Guy Davis (musician) - Acting

Acting

Throughout his life, Davis has had overlapping interests in music and acting. Early acting roles included a lead role in the 1984 film Beat Street opposite Rae Dawn Chong and on television as Dr. Josh Hall on One Life to Live from 1985 to 1986. Eventually, Davis had the opportunity to combine music and acting on the stage. He made his Broadway musical debut in 1991 in the Zora Neale Hurston/Langston Hughes collaboration Mulebone, which featured the music of Taj Mahal.

In 1993, he performed Off-Broadway as legendary blues player Robert Johnson in Robert Johnson: Trick the Devil. He received rave reviews and became the 1993 winner of the Blues Foundation's "Keeping the Blues Alive Award” presented to him by Robert Cray at the W.C. Handy Awards ceremony.

Davis creates his own work: looking for more ways to combine his love of blues, music, and acting, Davis created material for himself. He wrote In Bed with the Blues: The Adventures of Fishy Waters -- an engaging and moving one-man show. The Off-Broadway debut in 1994 received critical praise from The New York Times and the Village Voice.

Davis' writing projects have also included a variety of theatre pieces and plays. Mudsurfing, a collection of three short stories, received the 1991 Brio Award from the Bronx Council of the Arts. The Trial, (later renamed, The Trial: Judgement of the People), an anti-drug abuse, one-act play that toured throughout the New York City shelter system, was produced Off-Broadway in 1990, at the McGinn Cazale Theater. Davis also arranged, performed and co-wrote the music for an Emmy award winning film, To Be a Man. In the fall of 1995, his music was used in the national PBS series, The American Promise.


> [WHAT THE TASK REQUIRES] At the line containing "Output a JSON", begin retyping, and continue word for word until the records below run out.

> [Records from a collection of figures]
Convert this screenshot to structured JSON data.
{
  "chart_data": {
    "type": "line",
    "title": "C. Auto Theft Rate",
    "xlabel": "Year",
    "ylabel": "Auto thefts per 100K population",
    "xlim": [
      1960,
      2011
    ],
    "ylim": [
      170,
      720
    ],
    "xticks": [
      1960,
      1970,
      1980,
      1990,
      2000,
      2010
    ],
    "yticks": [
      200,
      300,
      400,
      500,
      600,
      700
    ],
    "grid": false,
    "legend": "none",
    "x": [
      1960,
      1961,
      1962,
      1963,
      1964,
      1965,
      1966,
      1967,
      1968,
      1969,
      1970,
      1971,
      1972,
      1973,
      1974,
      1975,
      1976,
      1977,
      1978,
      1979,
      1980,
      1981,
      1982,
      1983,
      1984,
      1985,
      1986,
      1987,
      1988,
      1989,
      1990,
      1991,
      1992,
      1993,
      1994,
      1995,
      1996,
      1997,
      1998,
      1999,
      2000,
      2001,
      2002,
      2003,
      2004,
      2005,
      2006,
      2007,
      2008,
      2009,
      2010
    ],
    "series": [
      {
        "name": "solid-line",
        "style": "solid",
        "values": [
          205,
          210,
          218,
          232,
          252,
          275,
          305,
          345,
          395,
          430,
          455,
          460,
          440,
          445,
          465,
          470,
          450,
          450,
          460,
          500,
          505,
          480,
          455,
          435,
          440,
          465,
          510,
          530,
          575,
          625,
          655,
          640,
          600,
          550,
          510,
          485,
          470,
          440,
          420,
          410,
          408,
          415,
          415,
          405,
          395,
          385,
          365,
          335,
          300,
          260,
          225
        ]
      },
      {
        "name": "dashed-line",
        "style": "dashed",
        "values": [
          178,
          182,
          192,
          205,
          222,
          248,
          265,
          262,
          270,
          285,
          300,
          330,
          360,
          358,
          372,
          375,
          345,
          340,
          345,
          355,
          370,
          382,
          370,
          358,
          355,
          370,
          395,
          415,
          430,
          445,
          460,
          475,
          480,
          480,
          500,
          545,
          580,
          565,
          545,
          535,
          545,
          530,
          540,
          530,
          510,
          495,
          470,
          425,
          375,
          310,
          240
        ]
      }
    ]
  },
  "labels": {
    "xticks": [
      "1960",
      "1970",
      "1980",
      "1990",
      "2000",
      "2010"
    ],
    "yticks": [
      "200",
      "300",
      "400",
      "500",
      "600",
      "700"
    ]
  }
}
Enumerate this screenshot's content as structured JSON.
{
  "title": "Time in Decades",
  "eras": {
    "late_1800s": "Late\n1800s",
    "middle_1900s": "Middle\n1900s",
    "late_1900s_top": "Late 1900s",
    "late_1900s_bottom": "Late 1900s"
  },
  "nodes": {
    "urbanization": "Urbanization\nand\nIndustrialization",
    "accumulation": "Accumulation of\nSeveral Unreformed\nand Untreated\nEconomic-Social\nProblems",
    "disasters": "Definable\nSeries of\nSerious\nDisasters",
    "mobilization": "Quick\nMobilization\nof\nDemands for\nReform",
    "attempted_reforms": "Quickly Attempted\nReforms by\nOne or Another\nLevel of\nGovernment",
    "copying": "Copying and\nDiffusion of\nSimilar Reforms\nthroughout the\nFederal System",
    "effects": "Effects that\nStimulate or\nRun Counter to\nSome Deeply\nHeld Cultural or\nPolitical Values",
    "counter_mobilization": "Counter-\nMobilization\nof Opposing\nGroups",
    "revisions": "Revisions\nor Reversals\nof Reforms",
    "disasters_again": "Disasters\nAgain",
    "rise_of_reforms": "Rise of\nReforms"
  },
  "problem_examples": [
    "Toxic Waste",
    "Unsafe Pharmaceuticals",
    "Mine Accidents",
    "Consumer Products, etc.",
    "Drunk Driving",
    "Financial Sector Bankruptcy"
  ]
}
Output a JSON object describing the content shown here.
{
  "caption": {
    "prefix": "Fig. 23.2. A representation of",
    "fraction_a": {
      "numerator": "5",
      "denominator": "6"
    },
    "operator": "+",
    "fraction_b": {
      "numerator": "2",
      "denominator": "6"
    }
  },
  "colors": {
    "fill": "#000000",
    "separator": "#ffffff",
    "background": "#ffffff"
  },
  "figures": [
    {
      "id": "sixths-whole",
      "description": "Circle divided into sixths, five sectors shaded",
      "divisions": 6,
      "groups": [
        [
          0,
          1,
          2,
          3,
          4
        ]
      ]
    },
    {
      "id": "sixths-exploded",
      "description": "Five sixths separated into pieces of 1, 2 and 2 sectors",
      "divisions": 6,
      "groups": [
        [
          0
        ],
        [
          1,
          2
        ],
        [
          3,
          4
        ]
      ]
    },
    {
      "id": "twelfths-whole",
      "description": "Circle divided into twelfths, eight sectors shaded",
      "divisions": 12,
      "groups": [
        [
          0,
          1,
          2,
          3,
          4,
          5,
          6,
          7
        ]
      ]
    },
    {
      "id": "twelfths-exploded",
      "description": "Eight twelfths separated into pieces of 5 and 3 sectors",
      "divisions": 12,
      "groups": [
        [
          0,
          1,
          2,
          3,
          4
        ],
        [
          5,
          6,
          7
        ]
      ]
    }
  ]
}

> [WRITTEN SOLUTION]
Output a JSON object describing the content shown here.
{
  "caption": {
    "prefix": "Fig. 23.2. A representation of",
    "fraction_a": {
      "numerator": "5",
      "denominator": "6"
    },
    "operator": "+",
    "fraction_b": {
      "numerator": "2",
      "denominator": "6"
    }
  },
  "colors": {
    "fill": "#000000",
    "separator": "#ffffff",
    "background": "#ffffff"
  },
  "figures": [
    {
      "id": "sixths-whole",
      "description": "Circle divided into sixths, five sectors shaded",
      "divisions": 6,
      "groups": [
        [
          0,
          1,
          2,
          3,
          4
        ]
      ]
    },
    {
      "id": "sixths-exploded",
      "description": "Five sixths separated into pieces of 1, 2 and 2 sectors",
      "divisions": 6,
      "groups": [
        [
          0
        ],
        [
          1,
          2
        ],
        [
          3,
          4
        ]
      ]
    },
    {
      "id": "twelfths-whole",
      "description": "Circle divided into twelfths, eight sectors shaded",
      "divisions": 12,
      "groups": [
        [
          0,
          1,
          2,
          3,
          4,
          5,
          6,
          7
        ]
      ]
    },
    {
      "id": "twelfths-exploded",
      "description": "Eight twelfths separated into pieces of 5 and 3 sectors",
      "divisions": 12,
      "groups": [
        [
          0,
          1,
          2,
          3,
          4
        ],
        [
          5,
          6,
          7
        ]
      ]
    }
  ]
}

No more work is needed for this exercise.